In the People’s Republic the value of what is called ‘New Sinology’ or 新汉学 in official parlance, is evident. In mid 2012, Hanban 汉办 in Beijing, the headquarters of the global Confucius Institute network announced plans for the training of new generations of local and international Sinologists. The draft formulation of the ‘New Sinology Plan’ 新汉学计划 mooted the provision of bursaries for overseas doctoral scholars (博士生奖学金项目旨在通过来华学习、中外合作 培养等方式,资助具有中国研究学 术基础的各国优秀青年来华深造, 培养青年汉学家和中国学研究方 面的高端人才,推动对传统和当代 中国的跨学科研究.) These plans were further explored in a dedicated panel on ‘ “New Sinology’: Trends and Prospects’ (‘新汉学’的趋势与展望) and the ‘Forum for Young Sinologists and the Promotion of the “China Study Plan” ‘ (青年汉学家论坛暨’新汉学国际研修计划’推介会) at the Third ‘Sinology and the World Today‘ conference, Beijing, 3-5 November 2012. (It might be observed that, although one speaker, Chen Jue 陈珏, noted in their paper abstract that the former Australian Prime Minister Kevin Rudd’s use of the expression New Sinology in 2010, their was less cognisance of the origin of the term in the 2005 creation of China Heritage Quarterly in 2005 or that it underpinned the Australian Centre on China in the World.
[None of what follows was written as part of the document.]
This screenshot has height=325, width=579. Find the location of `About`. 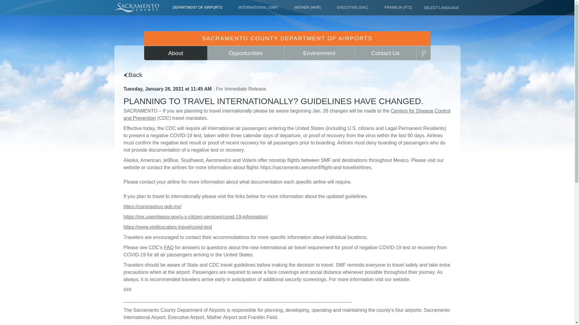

Meanwhile, Ge Jianxiong 葛剑雄 of Fudan University expressed concern about the unfolding non-language teaching role of Confucius Institutes and the political dimensions of their brief [for details, see below].)

If the overarching presumption among the academic bien-pensant remains determined predominantly by Euro-American-centrism, a solipsism that predicts that the Chinese are becoming more and more ‘like us’, then there is perhaps limited need to understand better the fundamental underpinnings of Chinese ways of seeing, thinking and acting. Or indeed, the ways in which the Other China challenges Official China’s construction of reality. After all, sooner or later we will all enjoy a global convergence; until then relying on Translated China and constructing a provincialised China that remains in the thrall of Western intellectual metropoles will suffice. In that case, a Western-determined universalism, underpinned by neo-liberal core values, in academia as in other realms, may well continue to relegate a Sinology that attempts to engage with ‘things Chinese’ from an inner understanding while maintaining the protocols and values of scholarship, to fustian irrelevance.

Intellectual atomisation serves well the policemen and -women of an academy that quantifies its meaning primarily in disciplinary terms and audited outputs and outcomes. Those who find interdisciplinary and inclusive approaches germane to the life of the mind, however, will appreciate the more complex appeal, as well as the utilitarian value of a New Sinology.


Acknowledgements

New Sinology was first propounded in 2005 and, since then, I have developed the ideas related to this approach to China as part of the China Heritage Project (2005-2012) and as the founding director of the Australian Centre on China in the World (2010-2015). Some of the material in this section previously appeared in the e-journal China Heritage Quarterly and The China Story Journal, which I founded in 2012. The China Heritage Project and the Quarterly evolved as part of an Australian Research Council Federation Fellowship, which I held at The Australian National University (ANU). These endeavours are continued in China Heritage.

Without long years of support from ANU and the Australian Research Council, my previous work would not have been possible. I would also like to acknowledge and thank Ian Chubb, Bruce Doar, Judith Pabian, Gloria Davies, Jude Shanahan, Daniel Sanderson and Kevin Rudd for their encouragement and contributions to the first ten years of New Sinology.